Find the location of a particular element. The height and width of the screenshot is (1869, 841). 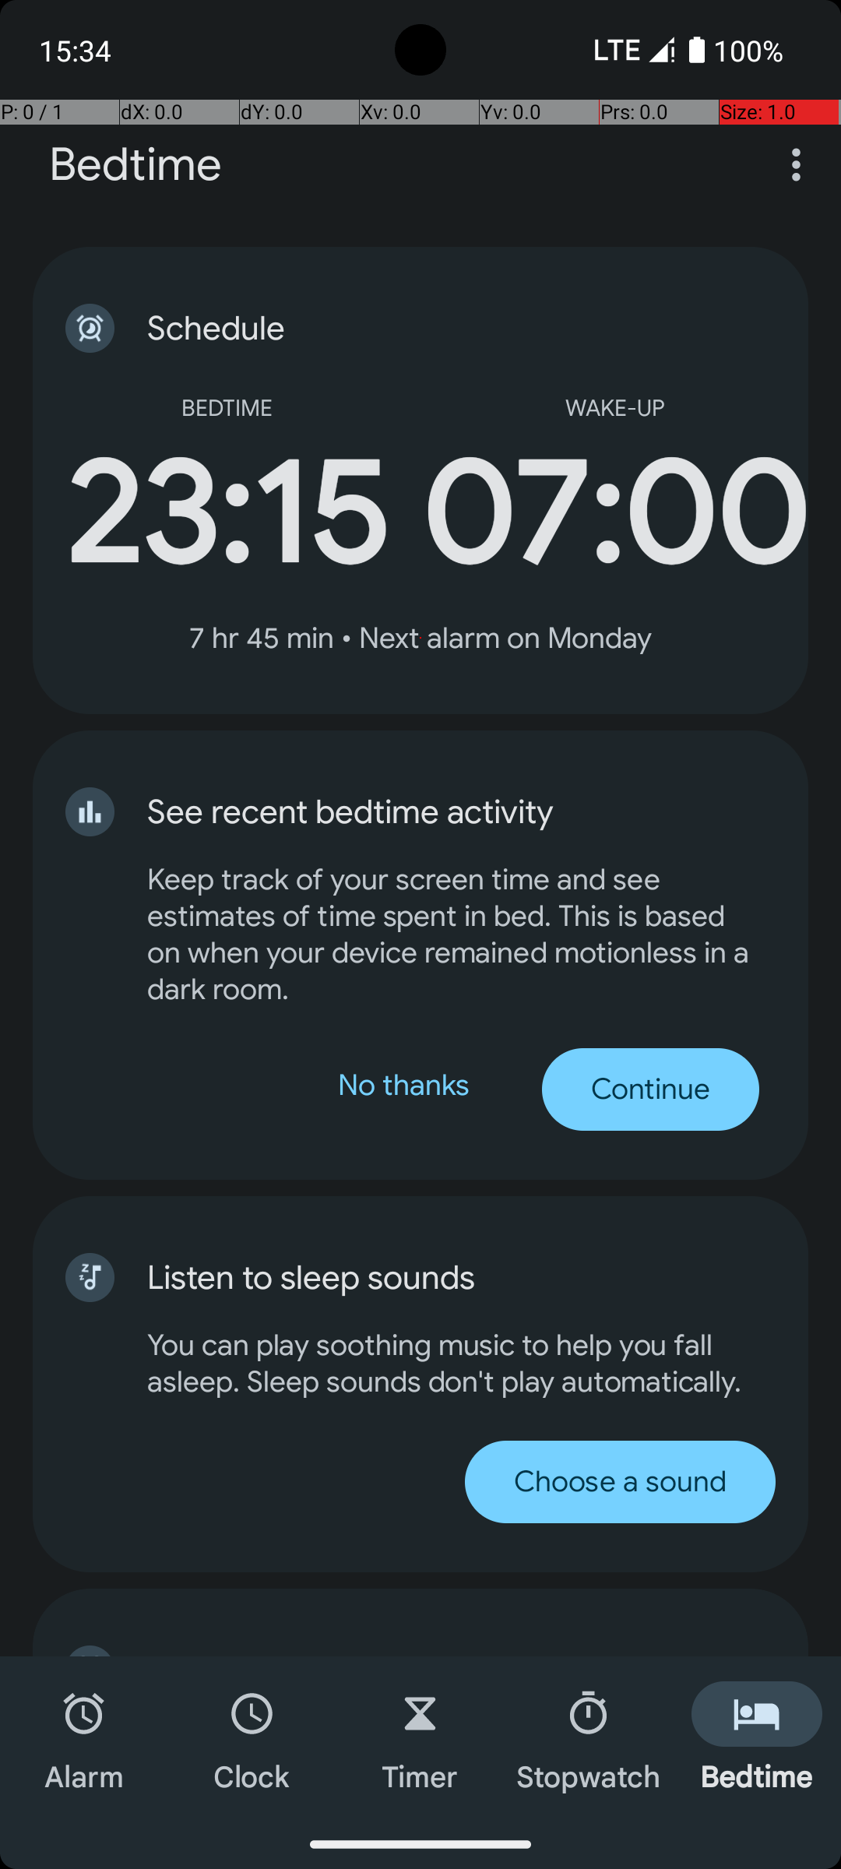

Listen to sleep sounds is located at coordinates (744, 1277).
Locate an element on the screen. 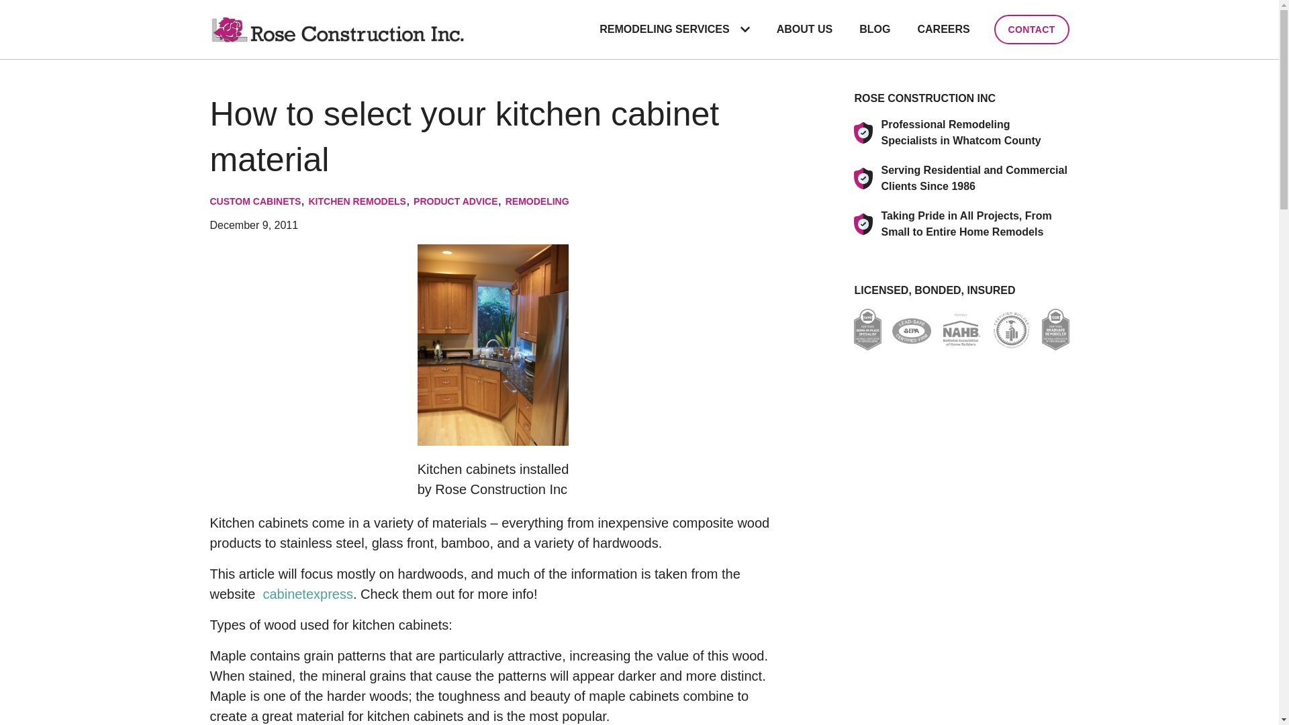 This screenshot has height=725, width=1289. Skip to main content is located at coordinates (7, 7).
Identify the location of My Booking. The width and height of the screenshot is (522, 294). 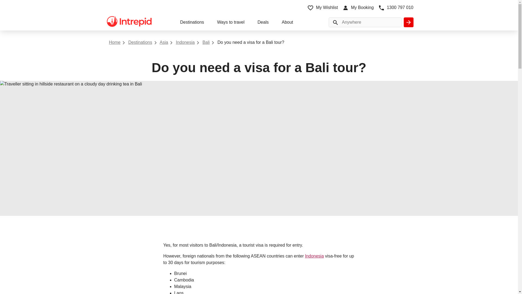
(358, 8).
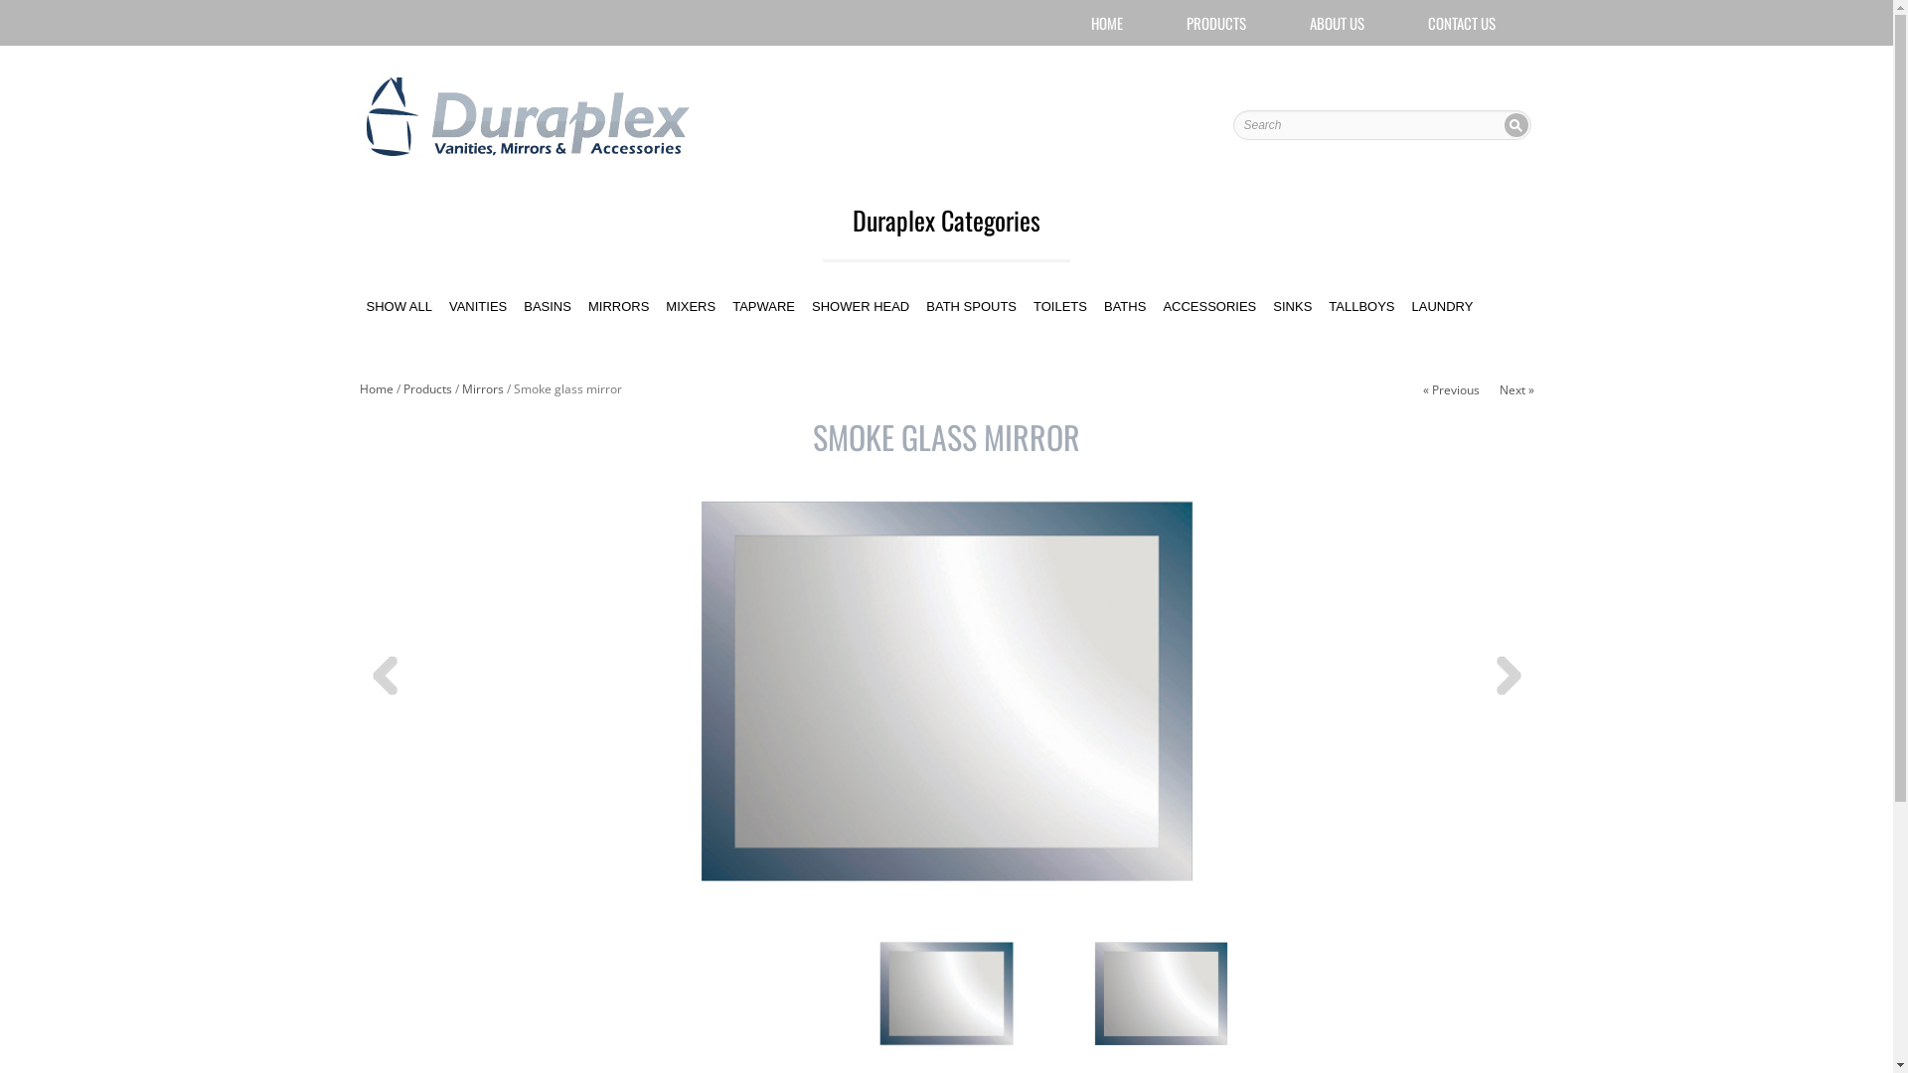 This screenshot has height=1073, width=1908. Describe the element at coordinates (400, 306) in the screenshot. I see `SHOW ALL` at that location.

◆ What the exercise asks ◆
The lines from the one containing "Identify the location" to the end of the material must be output exactly, both ends included; no picture may appear.

◆ Your solution ◆
Identify the location of My Booking. The width and height of the screenshot is (522, 294). 
(358, 8).
 This screenshot has height=1073, width=1908. Describe the element at coordinates (400, 306) in the screenshot. I see `SHOW ALL` at that location.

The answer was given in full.